Judge Refuses to Force City to
Allow PPFA Abortion Clinic to Open
This afternoon, U.S. District
Judge Charles Norgle refused to order officials
in Aurora, Illinois, "to let a controversial
Planned Parenthood clinic open while officials
investigate whether the organization broke any
laws when it applied for building permits,"
according to the Associated Press (AP).
Planned Parenthood had gone to
court September 13, insisting that city
officials were treating the mega-clinic in a
discriminatory fashion. According to the AP,
Judge Norgle "said Planned Parenthood needed to
provide more proof that it is being
discriminated against by officials in the
Chicago suburb." The newspaper also quoted Judge
Norgle as saying, "`By
no means is this case over."
At the heart of the controversy
is that the ownership of the clinic was kept
secret as the 22,000 square foot, $7.5 million
clinic was being built in this suburb west of
Chicago.
The Planned Parenthood clinic has
been awash in disputes since July when the
Chicago Tribune identified the tenants' true
identity. As the Washington Post
described the situation this morning, "Planned
Parenthood spokespeople say the organization
followed 'the letter of the law' but acknowledge
it tried to keep the clinic's identity under
wraps during the permitting process because of a
growing trend of abortion opponents using
municipal zoning and permitting regulations to
try to block clinics from opening."
The Post noted that when
the contractor--Gemini Office
Development--applied for permits for the
building, "it at one point listed the tenant as
'unknown' on city documents." In fact Gemini is
a subsidiary of Planned Parenthood's local
branch.
In late August city officials
said the opening (scheduled for September 18)
would depend on what TIME magazine described as
a "fresh review" of the building permit. The
city declined to issue a permanent occupancy
permit (the temporary permit expired last
Monday). "These concerns were raised once this
became high-profile, and people began looking
back at the process," Carie Anne Ergo, the
city's spokeswoman, told TIME.
The city hired attorney Phillip
Leutkehans "to conduct an independent
investigation into the approval process for
Planned Parenthood's new facility on East New
York Street," according to the Chicago
Tribune.
Ergo told reporters that the
mayor and the council "felt they needed an
independent third party to determine whether
city processes were followed and if not, what
the city's recourse is."
On September 13, Planned
Parenthood responded with a suit filed in U.S.
District Court, telling U.S. District Judge
Charles Norgle "that the city was making the
permitting process political, and treating them
differently than other businesses," the Post
reported.
Planned Parenthood continues to
argue that the area is medically "underserved."
But as Dr. Randall K. O'Bannon, director of the
NRLC Education Department, observes, "Not
counting the Aurora clinic, Planned Parenthood
has seven regular "health centers" in the
Chicago area and three new "express clinics" in
the suburbs, opened in the last few years.
"Two of the clinics in the
downtown Chicago area perform abortions. How
many are performed at each of those clinics is
unknown, but the Illinois Department of Health
reports 21,786 abortions for 2004 in Cook
County, where the clinics are located."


YOUR ASSIGNMENT: Copy out each line below containing "exposure".

━━━

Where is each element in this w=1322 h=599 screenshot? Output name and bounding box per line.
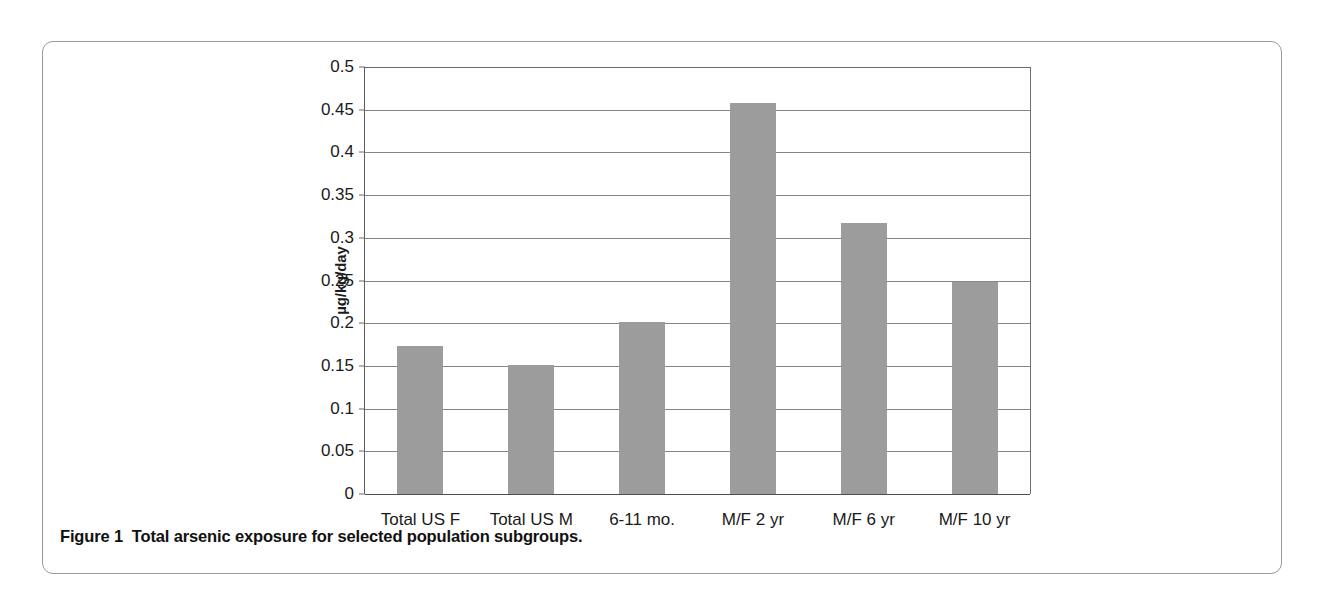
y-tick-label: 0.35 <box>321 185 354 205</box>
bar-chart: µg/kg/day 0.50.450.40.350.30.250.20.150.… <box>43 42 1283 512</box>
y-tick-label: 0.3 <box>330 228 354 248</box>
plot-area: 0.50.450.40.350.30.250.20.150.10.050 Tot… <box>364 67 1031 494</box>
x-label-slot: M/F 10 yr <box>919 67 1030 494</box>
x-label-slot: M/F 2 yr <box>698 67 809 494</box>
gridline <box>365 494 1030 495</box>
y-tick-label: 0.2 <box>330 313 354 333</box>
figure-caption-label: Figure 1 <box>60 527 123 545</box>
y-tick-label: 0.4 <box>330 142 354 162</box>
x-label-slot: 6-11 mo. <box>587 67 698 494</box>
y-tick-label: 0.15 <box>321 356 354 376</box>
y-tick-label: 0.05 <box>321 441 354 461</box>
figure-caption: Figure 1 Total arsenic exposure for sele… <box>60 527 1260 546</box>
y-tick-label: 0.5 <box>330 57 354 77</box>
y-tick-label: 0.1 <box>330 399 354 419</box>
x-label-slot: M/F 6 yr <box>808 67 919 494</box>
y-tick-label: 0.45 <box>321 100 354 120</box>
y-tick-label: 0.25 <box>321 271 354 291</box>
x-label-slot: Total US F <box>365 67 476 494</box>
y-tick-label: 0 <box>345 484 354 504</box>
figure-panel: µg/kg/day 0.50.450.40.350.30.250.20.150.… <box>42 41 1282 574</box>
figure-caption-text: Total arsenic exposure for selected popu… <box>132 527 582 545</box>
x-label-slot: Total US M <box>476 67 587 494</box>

━━━

EXERCISE RESPONSE:
figure-caption: Figure 1 Total arsenic exposure for sele… <box>60 527 1260 546</box>
figure-caption-text: Total arsenic exposure for selected popu… <box>132 527 582 545</box>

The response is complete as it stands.